Rhythm & Views

Indian Jewelry

Mark as Favorite

How do you fairly evaluate drone rock? The same damn way you judge the quality of any music--subjectively. With drone, it's all in how the music makes you the feel, whether it's massaging your viscera or buzzing through your brain. On its latest album, Indian Jewelry does both marvelously.

On its new release--scheduled to hit the streets on May 20, but available at the Solar Culture show--the Houston-based performance collective juggles ambient textures and freak-out noise, experimenting with electronic, industrial and pop rock, all the while creating a surprisingly melodic and joyful sound. The results often sound like a blend of the Butthole Surfers and the Chrome.

It's been a long time since you've heard a drum machine used as obviously, and as artfully, as it is on such tracks as "Temporary Famine Ship," "Nonetheless" and "Too Much Honkytonking," which with its infectious, quasi-funky, sorta-country guitar lead is nothing less than riveting.
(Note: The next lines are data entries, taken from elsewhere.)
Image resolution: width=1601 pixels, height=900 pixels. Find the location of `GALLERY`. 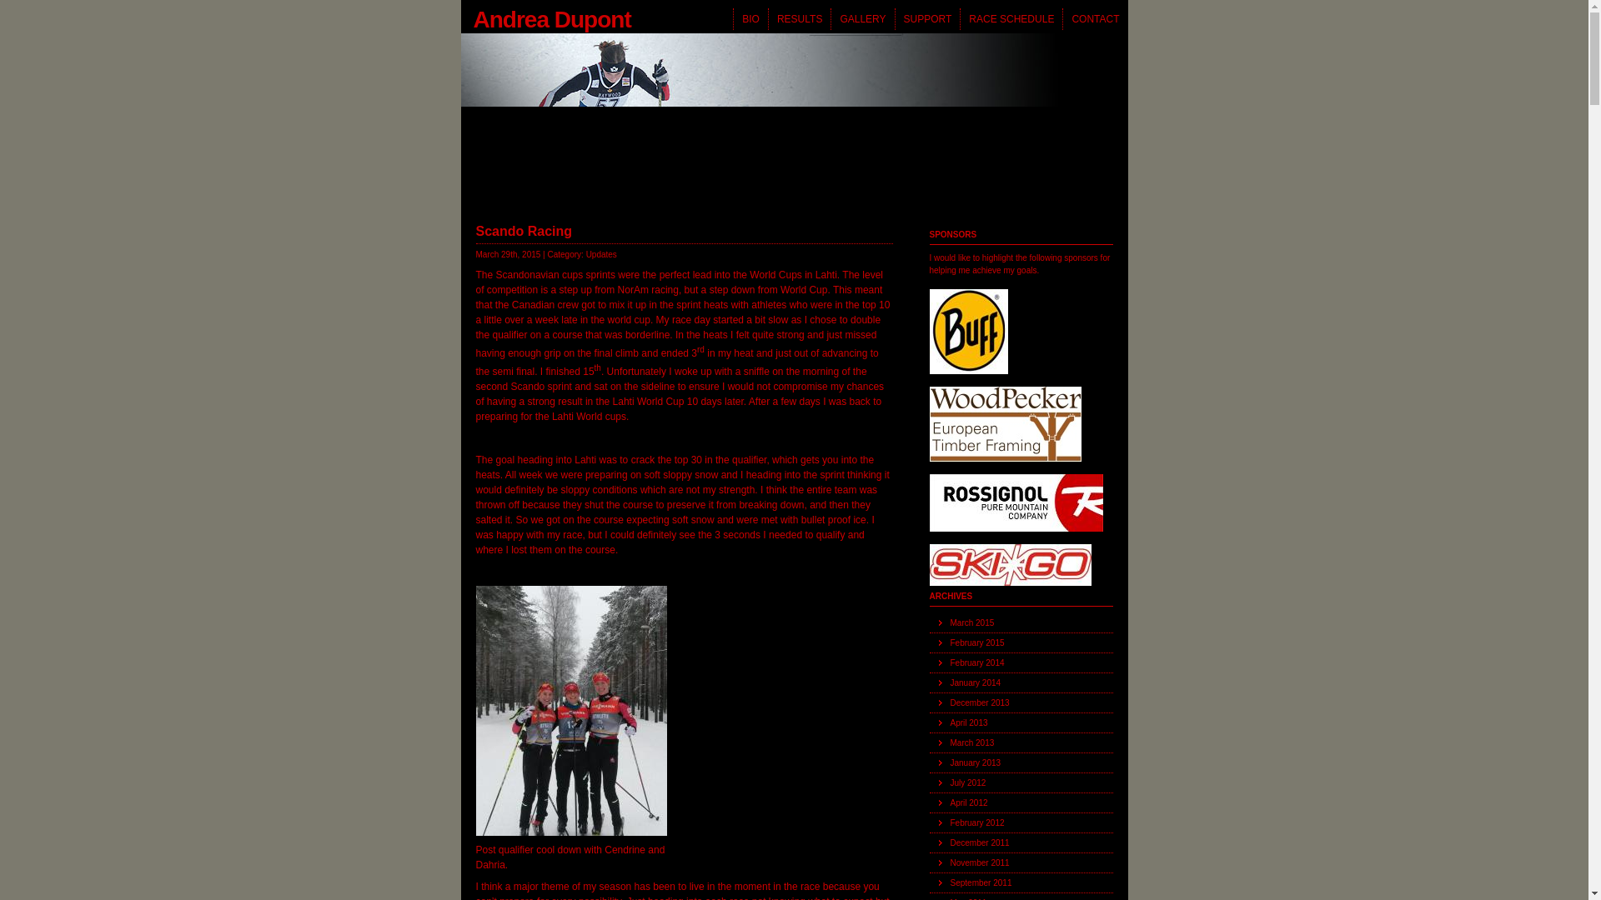

GALLERY is located at coordinates (862, 19).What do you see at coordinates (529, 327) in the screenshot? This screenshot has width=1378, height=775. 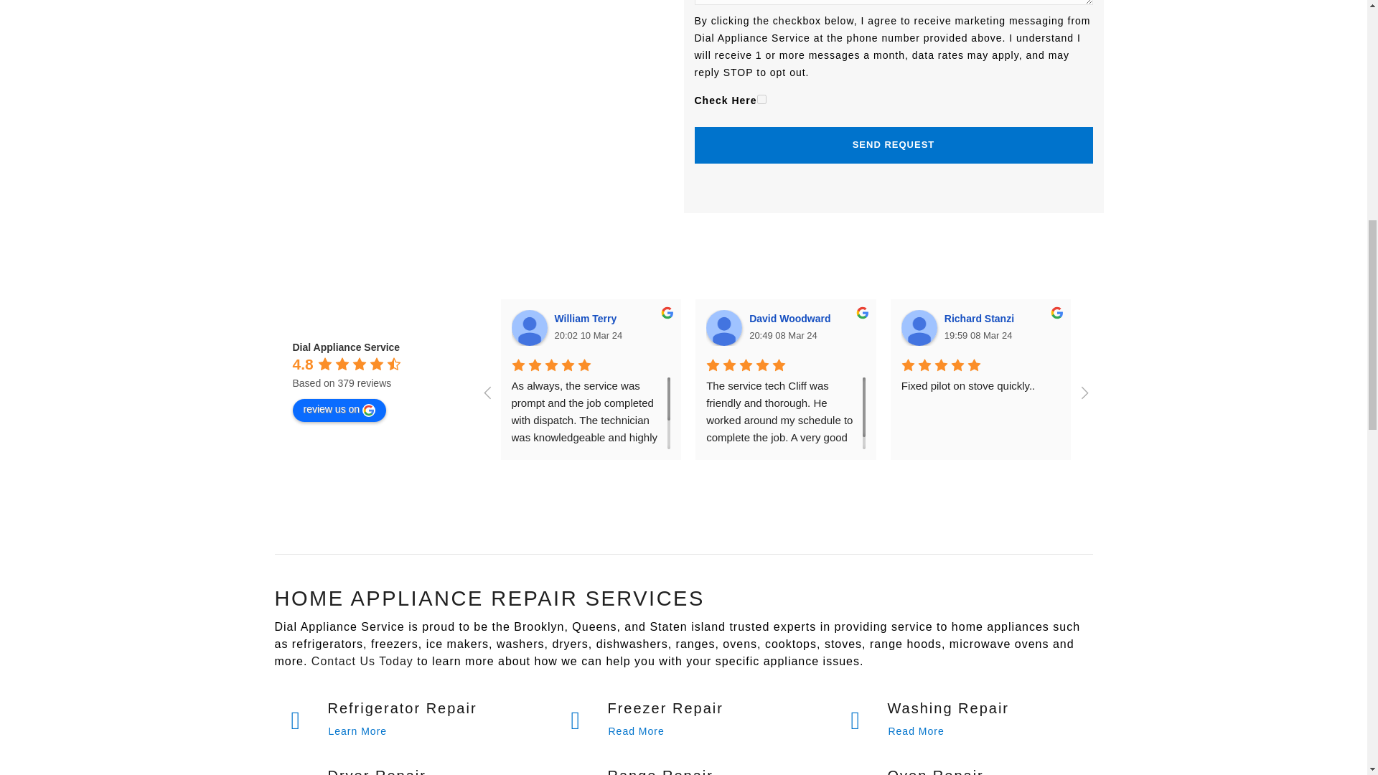 I see `William Terry` at bounding box center [529, 327].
The beautiful "Bird Is Broke (Won't Sing)" and the lead single, "Swans," will inspire fuzz-deprived fans of psychedelic garage rock to flash back on some of the great drones of the Jesus and Mary Chain.

If you dig some surreal in your pop, "Pompeii" is a clever and infectious two-minute tidbit that sounds as if it were borrowed from an early Robyn Hitchcock album. That sweetness illustrates that although Indian Jewelry makes challenging music, it also has an approachable appeal.